On 9/2/22 07:11, Dave Howorth wrote:
I haven't thought about it too hard, because my main focus is stability and long support times, but AFAICT arch has much better documentation and it and the online support offered often answers questions I have about my Leap system. Opensuse has a decent community here but often very confusing documentation IME.
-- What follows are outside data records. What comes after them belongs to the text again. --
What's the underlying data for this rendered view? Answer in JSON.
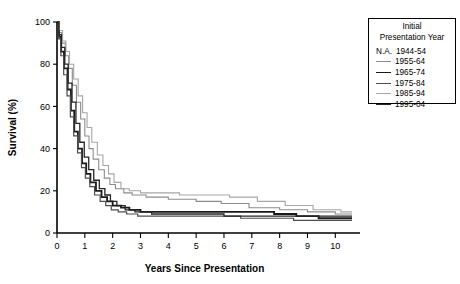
{
  "legend": {
    "title_line1": "Initial",
    "title_line2": "Presentation Year",
    "na_prefix": "N.A.",
    "entries": [
      {
        "label": "1944-54",
        "color": "#000000",
        "width": 0,
        "has_swatch": false,
        "na": true
      },
      {
        "label": "1955-64",
        "color": "#8c8c8c",
        "width": 1.1,
        "has_swatch": true,
        "na": false
      },
      {
        "label": "1965-74",
        "color": "#1a1a1a",
        "width": 1.8,
        "has_swatch": true,
        "na": false
      },
      {
        "label": "1975-84",
        "color": "#4d4d4d",
        "width": 1.2,
        "has_swatch": true,
        "na": false
      },
      {
        "label": "1985-94",
        "color": "#a6a6a6",
        "width": 1.1,
        "has_swatch": true,
        "na": false
      },
      {
        "label": "1995-04",
        "color": "#262626",
        "width": 1.3,
        "has_swatch": true,
        "na": false
      }
    ]
  },
  "chart_data": {
    "type": "line",
    "title": "",
    "xlabel": "Years Since Presentation",
    "ylabel": "Survival (%)",
    "xlim": [
      0,
      10.6
    ],
    "ylim": [
      0,
      100
    ],
    "xticks": [
      0,
      1,
      2,
      3,
      4,
      5,
      6,
      7,
      8,
      9,
      10
    ],
    "yticks": [
      0,
      20,
      40,
      60,
      80,
      100
    ],
    "grid": false,
    "legend_position": "right-outside",
    "curve_style": "step",
    "series": [
      {
        "name": "1944-54",
        "color": "#000000",
        "width": 0,
        "note": "N.A. - not available, no curve plotted",
        "x": [],
        "y": []
      },
      {
        "name": "1955-64",
        "color": "#8c8c8c",
        "width": 1.1,
        "x": [
          0,
          0.08,
          0.17,
          0.3,
          0.42,
          0.55,
          0.7,
          0.85,
          1.0,
          1.15,
          1.3,
          1.5,
          1.7,
          1.9,
          2.1,
          2.4,
          2.7,
          3.2,
          4.0,
          5.0,
          5.9,
          6.9,
          8.0,
          9.0,
          10.0,
          10.6
        ],
        "y": [
          100,
          95,
          90,
          84,
          78,
          70,
          62,
          54,
          46,
          40,
          35,
          30,
          26,
          23,
          21,
          19,
          18,
          17,
          16,
          15,
          14,
          12,
          11,
          10,
          9,
          9
        ]
      },
      {
        "name": "1965-74",
        "color": "#1a1a1a",
        "width": 1.8,
        "x": [
          0,
          0.07,
          0.15,
          0.25,
          0.38,
          0.5,
          0.62,
          0.75,
          0.9,
          1.05,
          1.2,
          1.4,
          1.6,
          1.8,
          2.0,
          2.3,
          2.6,
          3.0,
          3.8,
          4.8,
          5.8,
          6.8,
          7.8,
          8.6,
          9.4,
          10.6
        ],
        "y": [
          100,
          93,
          86,
          78,
          68,
          58,
          48,
          40,
          33,
          28,
          24,
          20,
          17,
          15,
          13,
          12,
          11,
          10,
          10,
          10,
          10,
          10,
          9,
          8,
          7,
          7
        ]
      },
      {
        "name": "1975-84",
        "color": "#4d4d4d",
        "width": 1.2,
        "x": [
          0,
          0.06,
          0.14,
          0.24,
          0.36,
          0.48,
          0.6,
          0.74,
          0.88,
          1.02,
          1.18,
          1.35,
          1.55,
          1.75,
          1.95,
          2.2,
          2.5,
          2.9,
          3.6,
          4.6,
          5.6,
          6.6,
          7.6,
          8.5,
          9.5,
          10.6
        ],
        "y": [
          100,
          92,
          84,
          75,
          65,
          55,
          46,
          38,
          31,
          26,
          22,
          18,
          15,
          13,
          11,
          10,
          9,
          8,
          8,
          8,
          8,
          7,
          7,
          6,
          6,
          6
        ]
      },
      {
        "name": "1985-94",
        "color": "#a6a6a6",
        "width": 1.1,
        "x": [
          0,
          0.09,
          0.2,
          0.32,
          0.45,
          0.6,
          0.76,
          0.92,
          1.08,
          1.25,
          1.45,
          1.65,
          1.85,
          2.05,
          2.3,
          2.6,
          3.0,
          3.6,
          4.4,
          5.4,
          6.2,
          7.2,
          8.2,
          9.2,
          10.2,
          10.6
        ],
        "y": [
          100,
          96,
          91,
          86,
          80,
          73,
          65,
          57,
          50,
          43,
          37,
          32,
          28,
          24,
          21,
          20,
          19,
          19,
          18,
          18,
          17,
          15,
          13,
          11,
          10,
          10
        ]
      },
      {
        "name": "1995-04",
        "color": "#262626",
        "width": 1.3,
        "x": [
          0,
          0.07,
          0.16,
          0.28,
          0.4,
          0.54,
          0.68,
          0.82,
          0.98,
          1.14,
          1.32,
          1.52,
          1.72,
          1.92,
          2.15,
          2.45,
          2.8,
          3.4,
          4.2,
          5.2,
          6.0,
          7.0,
          8.0,
          9.0,
          10.0,
          10.6
        ],
        "y": [
          100,
          94,
          88,
          80,
          71,
          62,
          52,
          43,
          36,
          30,
          25,
          21,
          18,
          15,
          13,
          11,
          10,
          9,
          9,
          9,
          8,
          8,
          8,
          8,
          8,
          8
        ]
      }
    ]
  }
}
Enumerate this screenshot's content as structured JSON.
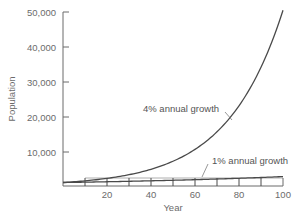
{
  "chart_data": {
    "type": "line",
    "title": "",
    "xlabel": "Year",
    "ylabel": "Population",
    "xlim": [
      0,
      100
    ],
    "ylim": [
      0,
      50000
    ],
    "x_ticks": [
      20,
      40,
      60,
      80,
      100
    ],
    "x_minor_ticks": [
      10,
      20,
      30,
      40,
      50,
      60,
      70,
      80,
      90,
      100
    ],
    "y_ticks": [
      10000,
      20000,
      30000,
      40000,
      50000
    ],
    "y_tick_labels": [
      "10,000",
      "20,000",
      "30,000",
      "40,000",
      "50,000"
    ],
    "x_tick_labels": [
      "20",
      "40",
      "60",
      "80",
      "100"
    ],
    "grid": false,
    "legend": "none (inline annotations)",
    "x": [
      0,
      10,
      20,
      30,
      40,
      50,
      60,
      70,
      80,
      90,
      100
    ],
    "series": [
      {
        "name": "4% annual growth",
        "values": [
          1000,
          1480,
          2191,
          3243,
          4801,
          7107,
          10520,
          15572,
          23050,
          34119,
          50505
        ]
      },
      {
        "name": "1% annual growth",
        "values": [
          1000,
          1105,
          1220,
          1348,
          1489,
          1645,
          1817,
          2007,
          2217,
          2449,
          2705
        ]
      }
    ],
    "annotations": [
      {
        "text": "4% annual growth",
        "points_to": "4% series near year 72"
      },
      {
        "text": "1% annual growth",
        "points_to": "1% series near year 63"
      }
    ]
  },
  "labels": {
    "y_axis": "Population",
    "x_axis": "Year",
    "annot_4": "4% annual growth",
    "annot_1": "1% annual growth",
    "y_ticks": [
      "50,000",
      "40,000",
      "30,000",
      "20,000",
      "10,000"
    ],
    "x_ticks": [
      "20",
      "40",
      "60",
      "80",
      "100"
    ]
  },
  "colors": {
    "line": "#4a4a4a",
    "axis": "#6b6b6b",
    "text": "#6b6b6b"
  }
}
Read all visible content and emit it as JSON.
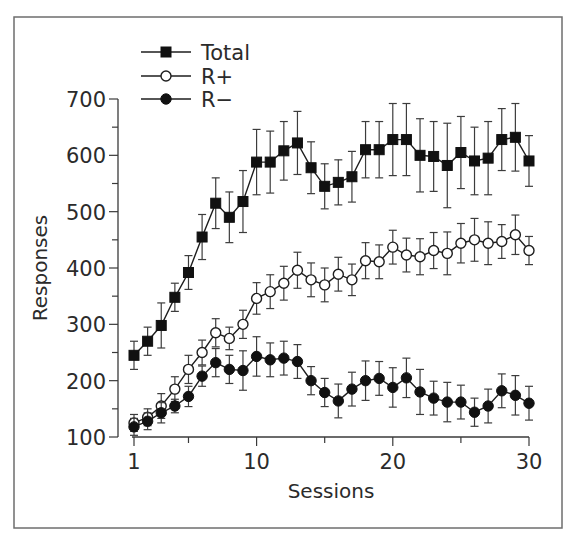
{
  "chart_data": {
    "type": "line",
    "title": "",
    "xlabel": "Sessions",
    "ylabel": "Responses",
    "xlim": [
      1,
      30
    ],
    "ylim": [
      100,
      700
    ],
    "x_ticks": [
      1,
      10,
      20,
      30
    ],
    "x_minor_ticks": [
      5,
      15,
      25
    ],
    "y_ticks": [
      100,
      200,
      300,
      400,
      500,
      600,
      700
    ],
    "y_minor_ticks": [
      150,
      250,
      350,
      450,
      550,
      650
    ],
    "grid": false,
    "legend_position": "top-left",
    "x": [
      1,
      2,
      3,
      4,
      5,
      6,
      7,
      8,
      9,
      10,
      11,
      12,
      13,
      14,
      15,
      16,
      17,
      18,
      19,
      20,
      21,
      22,
      23,
      24,
      25,
      26,
      27,
      28,
      29,
      30
    ],
    "series": [
      {
        "name": "Total",
        "marker": "filled-square",
        "values": [
          245,
          270,
          298,
          348,
          392,
          455,
          515,
          490,
          518,
          588,
          588,
          608,
          622,
          578,
          545,
          552,
          562,
          610,
          610,
          628,
          628,
          600,
          598,
          582,
          605,
          590,
          595,
          628,
          632,
          590
        ],
        "errors": [
          25,
          25,
          40,
          25,
          30,
          40,
          45,
          45,
          55,
          58,
          55,
          52,
          56,
          46,
          40,
          40,
          45,
          50,
          50,
          64,
          64,
          65,
          62,
          75,
          64,
          60,
          65,
          55,
          60,
          45
        ]
      },
      {
        "name": "R+",
        "marker": "open-circle",
        "values": [
          125,
          135,
          155,
          185,
          220,
          250,
          285,
          275,
          300,
          346,
          358,
          373,
          396,
          379,
          370,
          389,
          379,
          413,
          411,
          437,
          423,
          420,
          431,
          426,
          444,
          450,
          444,
          447,
          459,
          431
        ],
        "errors": [
          15,
          15,
          22,
          22,
          25,
          22,
          25,
          20,
          25,
          28,
          30,
          30,
          32,
          30,
          30,
          30,
          28,
          32,
          30,
          30,
          30,
          32,
          32,
          38,
          35,
          38,
          38,
          30,
          35,
          25
        ]
      },
      {
        "name": "R−",
        "marker": "filled-circle",
        "values": [
          118,
          128,
          143,
          155,
          172,
          208,
          232,
          220,
          218,
          243,
          237,
          240,
          234,
          200,
          179,
          164,
          185,
          200,
          204,
          188,
          205,
          180,
          169,
          162,
          162,
          144,
          155,
          182,
          174,
          160
        ],
        "errors": [
          15,
          15,
          18,
          12,
          18,
          18,
          25,
          25,
          35,
          35,
          30,
          30,
          30,
          25,
          25,
          30,
          30,
          35,
          30,
          35,
          35,
          40,
          30,
          35,
          30,
          25,
          30,
          30,
          35,
          30
        ]
      }
    ]
  }
}
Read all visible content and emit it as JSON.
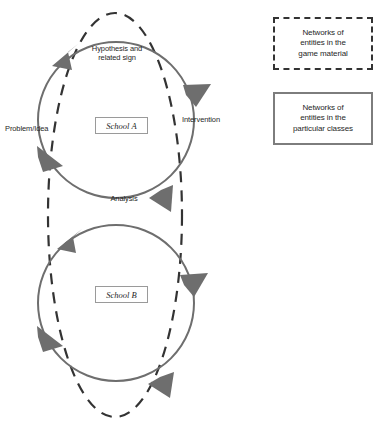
{
  "diagram": {
    "colors": {
      "solid_circle_stroke": "#6e6e6e",
      "dashed_ellipse_stroke": "#333333",
      "arrow_fill": "#6e6e6e",
      "legend_dashed_border": "#333333",
      "legend_solid_border": "#7d7d7d",
      "text": "#1f1f1f",
      "background": "#ffffff"
    },
    "cycle_labels": [
      {
        "id": "hypothesis",
        "text": "Hypothesis and\nrelated sign"
      },
      {
        "id": "intervention",
        "text": "Intervention"
      },
      {
        "id": "analysis",
        "text": "Analysis"
      },
      {
        "id": "problem-idea",
        "text": "Problem/Idea"
      }
    ],
    "nodes": [
      {
        "id": "school-a",
        "label": "School A"
      },
      {
        "id": "school-b",
        "label": "School B"
      }
    ],
    "legend": [
      {
        "id": "game-material",
        "style": "dashed",
        "text": "Networks of\nentities in the\ngame material"
      },
      {
        "id": "particular-classes",
        "style": "solid",
        "text": "Networks of\nentities in the\nparticular classes"
      }
    ]
  }
}
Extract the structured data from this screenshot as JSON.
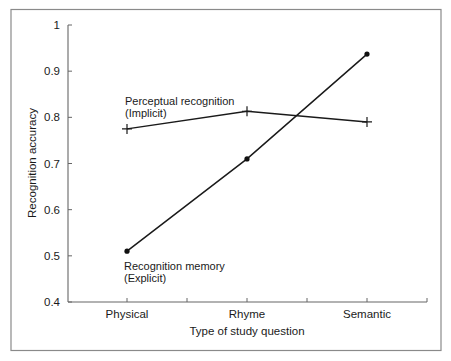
{
  "chart_data": {
    "type": "line",
    "title": "",
    "xlabel": "Type of study question",
    "ylabel": "Recognition accuracy",
    "categories": [
      "Physical",
      "Rhyme",
      "Semantic"
    ],
    "ylim": [
      0.4,
      1.0
    ],
    "yticks": [
      0.4,
      0.5,
      0.6,
      0.7,
      0.8,
      0.9,
      1
    ],
    "ytick_labels": [
      "0.4",
      "0.5",
      "0.6",
      "0.7",
      "0.8",
      "0.9",
      "1"
    ],
    "grid": false,
    "legend": "inline labels",
    "series": [
      {
        "name": "Perceptual recognition (Implicit)",
        "label_line1": "Perceptual recognition",
        "label_line2": "(Implicit)",
        "marker": "plus",
        "values": [
          0.775,
          0.813,
          0.79
        ]
      },
      {
        "name": "Recognition memory (Explicit)",
        "label_line1": "Recognition memory",
        "label_line2": "(Explicit)",
        "marker": "dot",
        "values": [
          0.51,
          0.71,
          0.937
        ]
      }
    ]
  }
}
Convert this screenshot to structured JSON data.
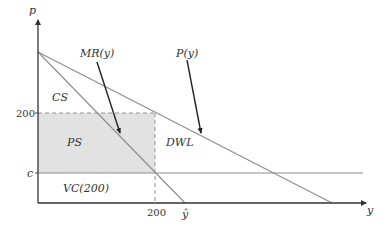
{
  "diagram": {
    "type": "monopoly-welfare",
    "axes": {
      "y_label": "p",
      "x_label": "y"
    },
    "ticks": {
      "y_200": "200",
      "y_c": "c",
      "x_200": "200",
      "x_yhat": "ŷ"
    },
    "curves": {
      "marginal_revenue": "MR(y)",
      "price": "P(y)"
    },
    "regions": {
      "consumer_surplus": "CS",
      "producer_surplus": "PS",
      "deadweight_loss": "DWL",
      "variable_cost": "VC(200)"
    },
    "colors": {
      "axis": "#333333",
      "curve": "#8c8c8c",
      "arrow": "#222222",
      "shade": "#e2e2e2",
      "dash": "#888888"
    }
  }
}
I've had Arch laptops, desktops and servers since 2009. Had fun watching the distro grow. A rolling release will never match the "reliability" of a release model -- but they come close. In 13 years, I've probably had only 3-4 issue that caused breakage -- but when they hit, you better be prepared to put the time in to resolve them -- and they always hit at the wrong time (like on vacation with the kids at Disney...) Linux 5.17 introduced an amdgpu bug that causes: [ 10.028870] BUG: kernel NULL pointer dereference, address: 0000000000000000 and the folks at Freedesktop could apparently care less. There are a dozen bugs open at Freedesktop.org and after months it is not yet assigned. It causes hardlock on reboot, so if you remote admin that box -- your screwed. It also depends on how you use your system. If you have NVidia, Virtualbox or other 3rd party requirements (or just non-regularly maintained normal apps), that's where a rolling-release hurts. Just ask the TW folks about NVidia issues that crop up on kernel updates. The basic problem is when some app or kernel is updated and forced updates to other parts of your system, unless the developers for the other parts keep up to date, then that part of your system breaks. Both Arch an openSUSE try and minimize this by staging and holding back some packages until it will play nice with the rest -- the rest being being the distro packages, not your 3rd party packages -- those may still break. The biggest test for a rolling-release is how long can you go without updates and still be able to update? There are changes that will come along that make updates problematic. If you can guarantee 2-3 months without problems, that's not bad. If you can guarantee 6 months that's great. Arch used to be able to go years between updates without issue, but changes to the package manager pacman has put fixed-points in the update timeline. (you can still move forward over years -- it just becomes much more involved) That said, I have 3 Arch servers, but I keep a 4th test machine (old Dell not worth much -- but a perfect test maching) that I update first to prevent being caught by surprise. Daily driver has always been SUSE/openSUSE since Mandrake -- just for the stability. I can't have a breakage "at the wrong time" and have to spend a day dorking with it. That's what will be lost when Leap goes away. -- David C. Rankin, J.D.,P.E.